No specific laws identified for this ruling.

Outcome

Jury found defendants not liable despite negligent failure to provide adequate warnings about bleeding risks. Trial court granted summary judgment on design defect claim (absent reversal agent) as preempted by federal law, and granted in part motion in limine excluding failure to test evidence.

Excerpt

The plaintiff, the executrix of the estate of the decedent, M, sought to recover damages from the defendants, alleging that a certain brand- name anticoagulant medication they had designed, manufactured or sold wrongfully caused M's death. The defendants had received approval from the United States Food and Drug Administration to market the medication, and, for some time, M took the medication without signifi- cant side effects. Several years later, M suffered a gastrointestinal bleed and subsequently died. The plaintiff alleged that the defendants negli- gently failed to give adequate warnings, directions, and instructions to guard against the risk of bleeding caused by the medication and to investigate the benefits of establishing a therapeutic range for its admin- istration. The plaintiff also alleged that the medication was defectively designed due to the absence of a reversal agent. The trial court granted the defendants' motion for summary judgment on the claim relating to the absence of a reversal agent, concluding, inter alia, that it was pre- empted by federal law. Thereafter, the plaintiff filed a request to charge, asking the court to instruct the jury that the defendants had improperly failed to maintain certain materials for the purpose of discovery, specifi- cally, that they had lost or destroyed files of a former employee, L, while litigating prior federal actions relating to the medication, and that the jury could draw an adverse inference from the loss or destruction of such materials. At the conclusion of the trial, the court issued a spoliation instruction. The trial court also granted in part the defendants' motion in limine, seeking to exclude evidence, testimony, or argument regarding their failure to test reagrading a certain dose of the medication on the ground that a failure to test claim was preempted by federal law. The jury returned a verdict for the defendants, finding that, although the defendants negligently failed to give adequate war

What This Ruling Means

**What Happened** This case involved a family member suing pharmaceutical company Boehringer Ingelheim after their relative died from complications related to a blood-thinning medication. The family claimed the company failed to properly warn patients about serious bleeding risks and that the drug was defectively designed because it lacked a reversal agent to stop dangerous bleeding. The patient had taken the medication for years without problems before suffering a fatal gastrointestinal bleed. **What the Court Decided** The court ruled in favor of the pharmaceutical company on all claims. A jury found that even though the company may have failed to provide adequate warnings about bleeding risks, this failure didn't make them liable for the death.
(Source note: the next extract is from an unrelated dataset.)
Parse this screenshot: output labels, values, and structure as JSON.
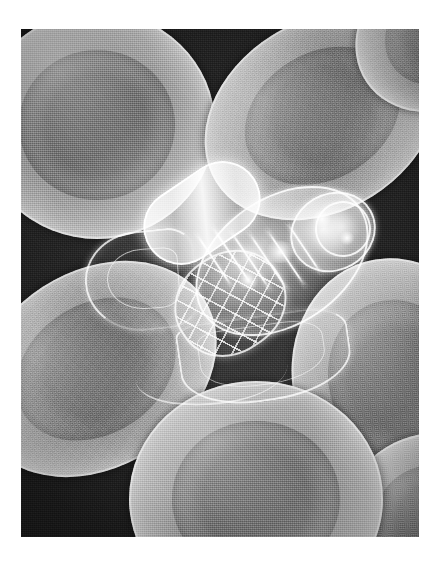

The court also dismissed the design defect claim, ruling that federal drug approval laws prevented patients from challenging the drug's design in state court. **Why This Matters for Workers** This ruling shows how difficult it can be for workers and families to win cases against pharmaceutical companies, even when warning failures are proven. Federal regulations often shield drug manufacturers from state lawsuits about drug design, making it harder to hold companies accountable for workplace medication-related injuries.

This summary was generated to explain the ruling in plain English and is not legal advice.